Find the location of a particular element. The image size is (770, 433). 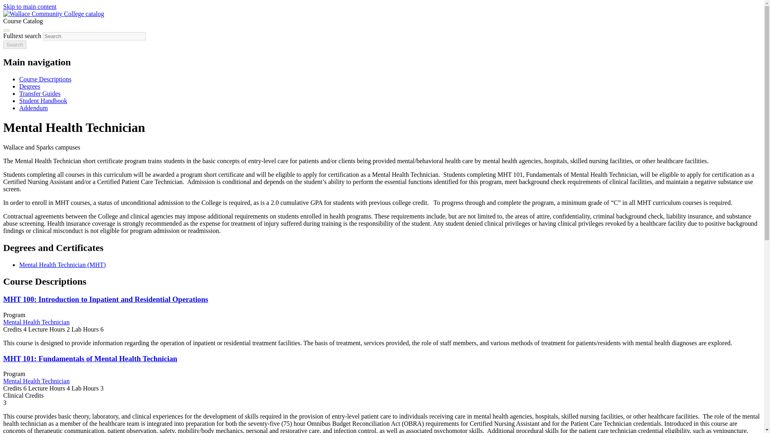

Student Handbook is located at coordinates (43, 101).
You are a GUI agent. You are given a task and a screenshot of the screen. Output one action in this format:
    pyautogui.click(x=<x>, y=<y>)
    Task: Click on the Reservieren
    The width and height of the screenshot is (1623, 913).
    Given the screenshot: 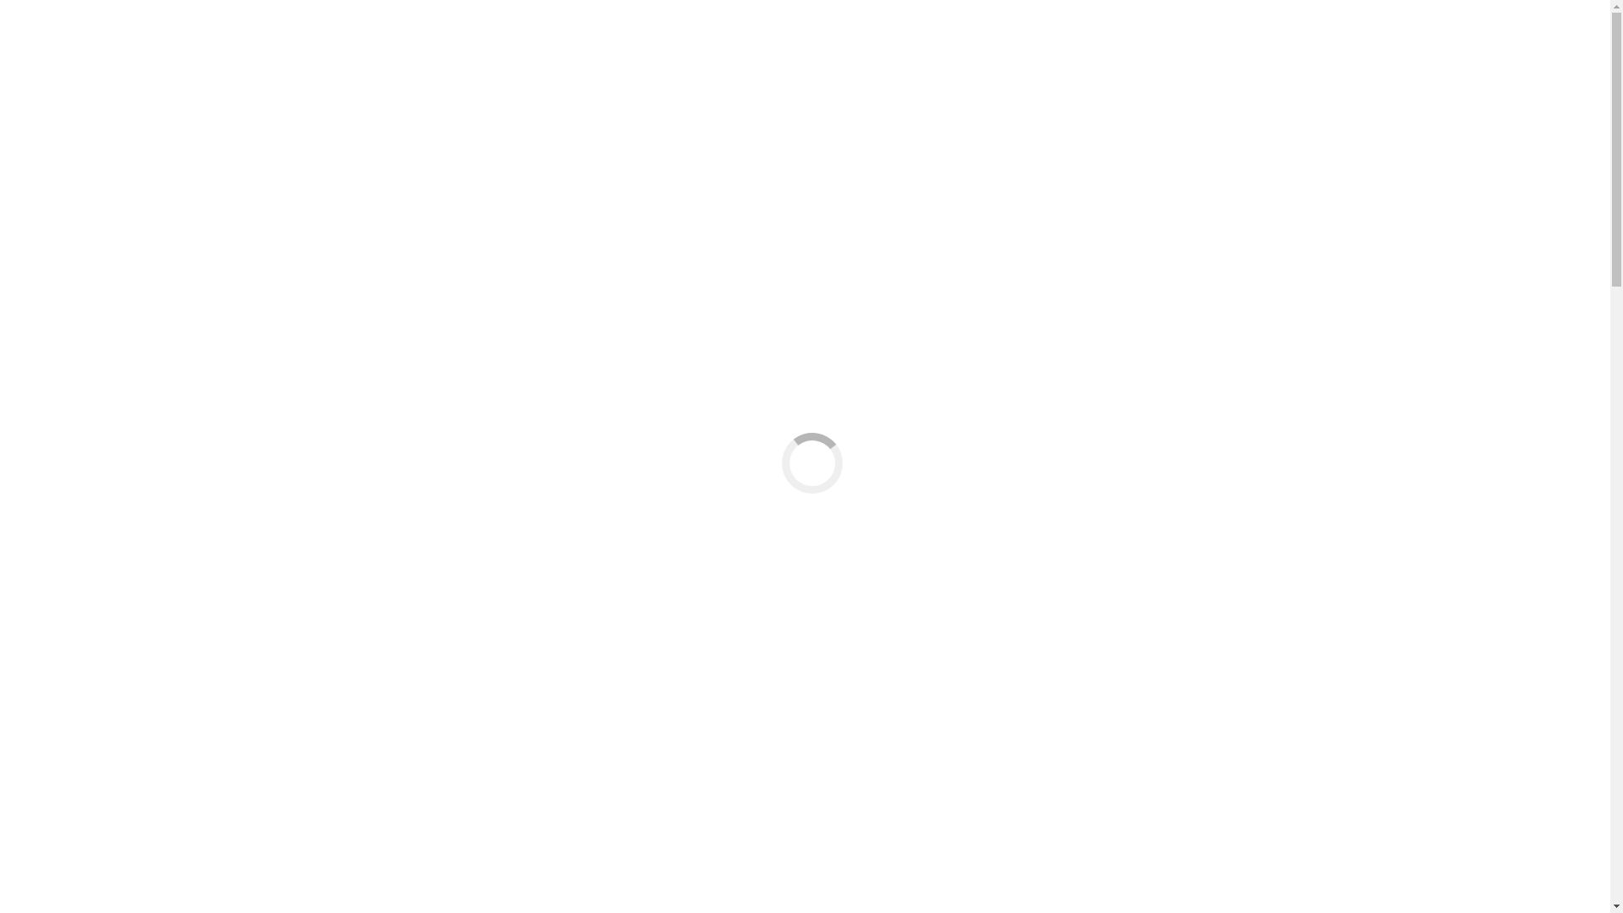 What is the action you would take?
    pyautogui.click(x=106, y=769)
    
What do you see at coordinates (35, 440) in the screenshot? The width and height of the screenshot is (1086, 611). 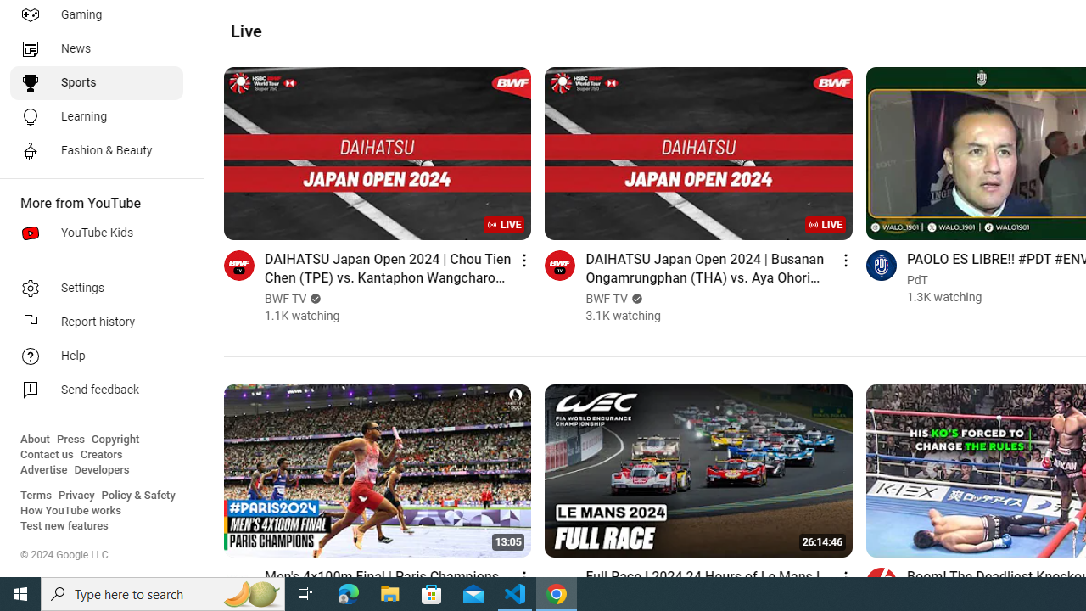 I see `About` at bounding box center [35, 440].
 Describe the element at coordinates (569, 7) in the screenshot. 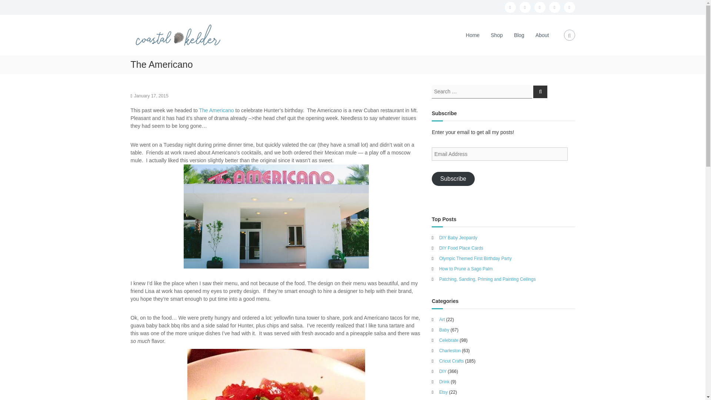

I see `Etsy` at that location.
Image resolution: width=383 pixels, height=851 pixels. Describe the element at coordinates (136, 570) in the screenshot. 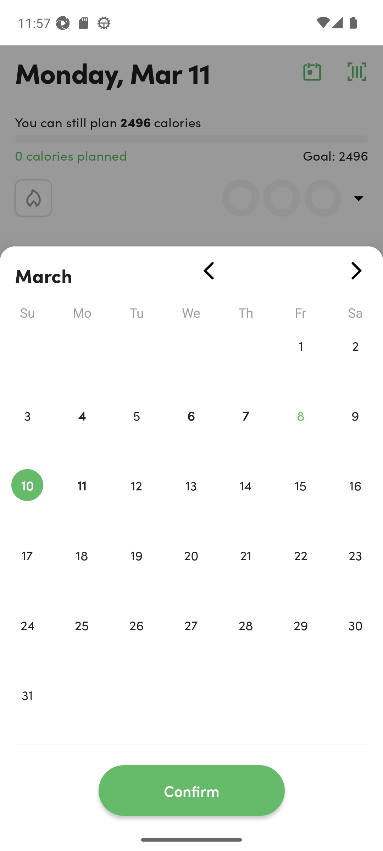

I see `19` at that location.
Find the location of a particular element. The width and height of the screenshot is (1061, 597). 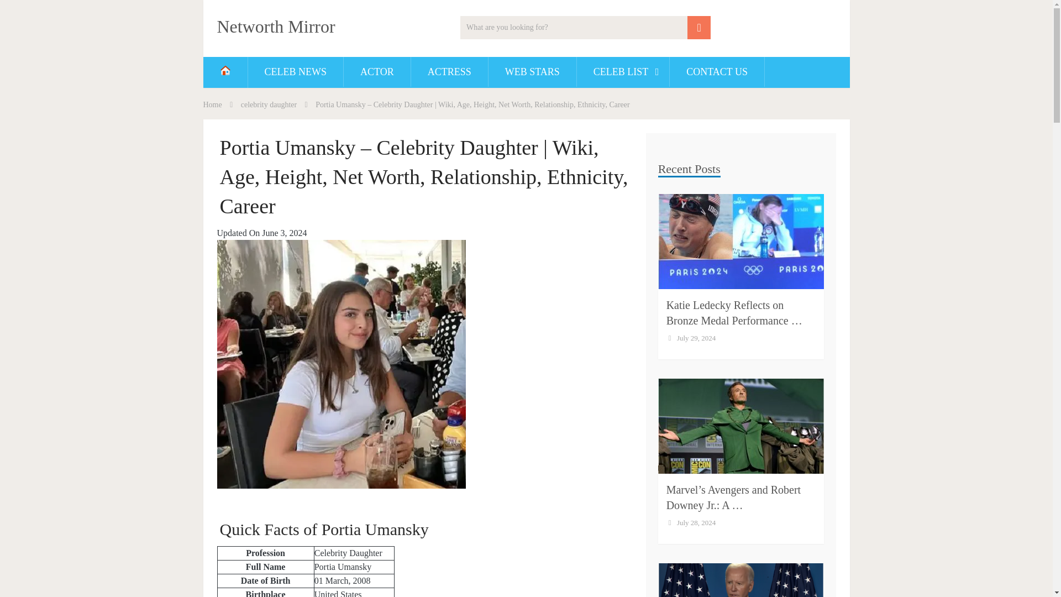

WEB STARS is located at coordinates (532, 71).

--- WHAT IS REQUIRED ---
Pictures do not belong in the copy. Repeat exactly each line from the one with "Image resolution: width=383" through the end of the listing.

--- ANSWER BOX ---
Image resolution: width=383 pixels, height=851 pixels. Describe the element at coordinates (136, 570) in the screenshot. 

I see `19` at that location.
Find the location of a particular element. The width and height of the screenshot is (1061, 597). 

WEB STARS is located at coordinates (532, 71).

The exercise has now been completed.